What you'll own (per client)
1. Carrier integration
Onboard new carriers and new freight modes onto existing clients. Concretely, this means
designing and shipping extraction + matching pipelines that hold up under production
conditions:
- Invoice extraction at scale. Carrier invoices arrive as PDFs of up to 600+ pages with
100,000+ structured values that must be extracted at ≥ 99% field-level accuracy. Layouts vary
by carrier, by office, by region, and by year — you'll build pipelines that handle
multi-layout variance instead of one brittle parser per format.
- End-to-end pipeline ownership. PDF parsing, regex extraction, LLM-based structured
extraction, pydantic-based validation, tariff matching, surcharge handling, error recovery.
You write it, you debug it in production, you own its accuracy numbers.
- Hard validation. Every value you extract is auditable against the carrier's rate card.
Numbers that are almost right are wrong. Detail orientation isn't a nice-to-have — it's the
job.
2. Tariff translation & management
Translate carrier rate cards into the canonical, structured format our matching pipeline
consumes.
- The inputs are ugly. Excel files with 50+ tabs, merged cells, multi-currency, multi-zone,
embedded surcharge tables, footnotes that change the meaning of entire sections, and
conventions that differ per carrier.
- You'll build translation pipelines, not edit cells by hand. For most carriers the right
move is a small automated transformer (openpyxl + carrier-specific rules + validation) that
maps the carrier's structure into ours, plus a verification step that cross-checks against
the original. Manual translation doesn't scale across renewals.
- Keep tariffs accurate over time. Renewals, FSC updates, rate-card refreshes, mid-year
amendments — all flow through the same pipeline.
3. Rule management
Tune matching rules per client/carrier — zone logic, taxable weight, surcharge fallback
chains, identifier mapping, country normalization. Adjust extraction logic when a carrier
changes invoice layouts mid-contract (they will).

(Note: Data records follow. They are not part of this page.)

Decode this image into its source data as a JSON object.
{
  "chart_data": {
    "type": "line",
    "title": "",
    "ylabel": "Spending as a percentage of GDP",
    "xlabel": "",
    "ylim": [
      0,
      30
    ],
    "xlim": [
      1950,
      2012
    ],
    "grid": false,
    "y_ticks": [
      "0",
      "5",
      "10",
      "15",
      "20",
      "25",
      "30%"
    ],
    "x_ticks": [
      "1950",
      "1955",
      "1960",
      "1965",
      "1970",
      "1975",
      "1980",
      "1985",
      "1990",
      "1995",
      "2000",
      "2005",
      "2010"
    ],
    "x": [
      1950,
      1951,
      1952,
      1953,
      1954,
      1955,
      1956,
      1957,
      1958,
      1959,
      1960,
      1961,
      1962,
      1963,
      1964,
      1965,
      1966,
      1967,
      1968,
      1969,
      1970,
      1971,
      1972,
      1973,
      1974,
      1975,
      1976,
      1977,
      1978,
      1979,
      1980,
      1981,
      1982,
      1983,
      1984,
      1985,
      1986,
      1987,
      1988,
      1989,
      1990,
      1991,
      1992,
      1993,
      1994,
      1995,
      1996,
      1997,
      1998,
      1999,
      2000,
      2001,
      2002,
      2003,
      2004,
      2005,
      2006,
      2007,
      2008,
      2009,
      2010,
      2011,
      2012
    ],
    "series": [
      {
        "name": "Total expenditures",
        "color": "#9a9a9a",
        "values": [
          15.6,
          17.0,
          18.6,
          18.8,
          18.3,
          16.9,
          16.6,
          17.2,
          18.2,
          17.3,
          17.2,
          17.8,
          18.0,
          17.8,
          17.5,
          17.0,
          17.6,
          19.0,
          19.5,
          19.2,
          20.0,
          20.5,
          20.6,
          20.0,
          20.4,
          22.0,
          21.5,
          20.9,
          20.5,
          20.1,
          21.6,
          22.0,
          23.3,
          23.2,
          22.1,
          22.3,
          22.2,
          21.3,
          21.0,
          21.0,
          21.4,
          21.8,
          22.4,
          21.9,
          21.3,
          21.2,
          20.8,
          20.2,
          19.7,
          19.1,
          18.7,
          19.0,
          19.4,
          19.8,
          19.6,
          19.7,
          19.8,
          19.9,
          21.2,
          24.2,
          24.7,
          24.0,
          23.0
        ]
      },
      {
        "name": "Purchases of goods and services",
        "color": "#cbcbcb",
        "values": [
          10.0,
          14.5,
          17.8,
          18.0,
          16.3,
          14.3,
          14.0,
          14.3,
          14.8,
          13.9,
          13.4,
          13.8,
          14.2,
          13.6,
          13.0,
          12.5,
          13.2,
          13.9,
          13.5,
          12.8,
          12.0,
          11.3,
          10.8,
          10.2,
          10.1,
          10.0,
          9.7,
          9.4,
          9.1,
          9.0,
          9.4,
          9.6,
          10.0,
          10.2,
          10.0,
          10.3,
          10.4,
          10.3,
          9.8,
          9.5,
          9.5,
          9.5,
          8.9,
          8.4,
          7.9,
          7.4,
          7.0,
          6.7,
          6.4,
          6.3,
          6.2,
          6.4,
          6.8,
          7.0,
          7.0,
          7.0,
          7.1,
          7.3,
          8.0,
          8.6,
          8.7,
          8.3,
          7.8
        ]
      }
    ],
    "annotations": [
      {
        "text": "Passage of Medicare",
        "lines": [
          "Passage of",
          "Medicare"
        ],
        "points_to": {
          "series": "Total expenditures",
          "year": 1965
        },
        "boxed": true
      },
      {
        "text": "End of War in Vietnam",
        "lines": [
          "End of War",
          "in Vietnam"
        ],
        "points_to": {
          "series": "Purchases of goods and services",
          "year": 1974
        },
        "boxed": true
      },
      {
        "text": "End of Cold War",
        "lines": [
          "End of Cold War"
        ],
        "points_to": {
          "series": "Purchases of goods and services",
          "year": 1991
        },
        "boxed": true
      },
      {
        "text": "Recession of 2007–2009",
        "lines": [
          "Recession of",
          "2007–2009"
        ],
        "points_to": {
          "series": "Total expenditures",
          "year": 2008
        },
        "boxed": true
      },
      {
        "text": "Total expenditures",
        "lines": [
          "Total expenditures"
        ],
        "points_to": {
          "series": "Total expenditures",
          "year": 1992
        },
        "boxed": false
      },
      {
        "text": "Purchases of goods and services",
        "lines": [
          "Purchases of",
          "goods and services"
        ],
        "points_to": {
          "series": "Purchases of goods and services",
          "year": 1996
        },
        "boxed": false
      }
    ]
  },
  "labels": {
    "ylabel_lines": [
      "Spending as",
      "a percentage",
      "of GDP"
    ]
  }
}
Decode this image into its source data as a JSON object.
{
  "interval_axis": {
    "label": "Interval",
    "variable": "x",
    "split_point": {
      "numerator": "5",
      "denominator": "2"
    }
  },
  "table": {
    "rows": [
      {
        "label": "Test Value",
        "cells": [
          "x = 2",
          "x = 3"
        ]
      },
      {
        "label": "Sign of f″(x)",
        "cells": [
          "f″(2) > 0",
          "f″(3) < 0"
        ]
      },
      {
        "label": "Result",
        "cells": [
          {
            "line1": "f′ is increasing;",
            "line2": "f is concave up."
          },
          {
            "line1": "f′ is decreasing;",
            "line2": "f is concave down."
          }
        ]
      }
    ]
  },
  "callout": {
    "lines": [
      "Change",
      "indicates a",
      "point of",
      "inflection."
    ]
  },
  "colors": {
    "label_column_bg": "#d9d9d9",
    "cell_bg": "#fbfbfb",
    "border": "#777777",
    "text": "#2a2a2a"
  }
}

4. Customer contact & request handling
You are the client's primary technical contact. Handle small platform asks directly,
coordinate and quality-control the invoice checks performed by the ops team, and own the
outcome end-to-end.
Tech stack
- Backend: Python, FastAPI, Celery, SQLAlchemy
- Extraction & AI: GPT-class LLMs for structured extraction, pdfplumber, openpyxl, pydantic
- Frontend: Next.js (App Router), React, TypeScript
- Infra: Kubernetes
- Data: MSSQL
What we're looking for
- Comfortable shipping Python in a real codebase — you can read an async pipeline, follow
data through it, and add a new integration without hand-holding
- Track record of building extraction or data-transformation pipelines against messy
real-world inputs (PDFs, spreadsheets, scanned documents, EDI, etc.)
- Obsessive about accuracy. You don't ship a parser at 92% and call it done; you find the
long tail and close it
- Pragmatic about LLMs — you know when to use them, when regex is better, and how to validate
either
- Direct with clients and teammates. You can tell a client "this rate card is ambiguous, we
need clarification" without softening it into uselessness
- Ownership mindset: if a client invoice is wrong, it's your problem until it isn't,
regardless of which layer caused it
- Strong written English — most communication is async across timezones
- Bonus: freight / logistics domain experience, or prior FDE / solutions-engineering role at
a B2B SaaS
How the role evolves
In the first 3 months you'll be mostly hands-on: integrating carriers, building translation
pipelines, hunting accuracy bugs. As your portfolio grows, the mix shifts — more time on
client conversations and scoping, less on writing integrations from scratch. We expect you to grow into that split rather than stay purely technical.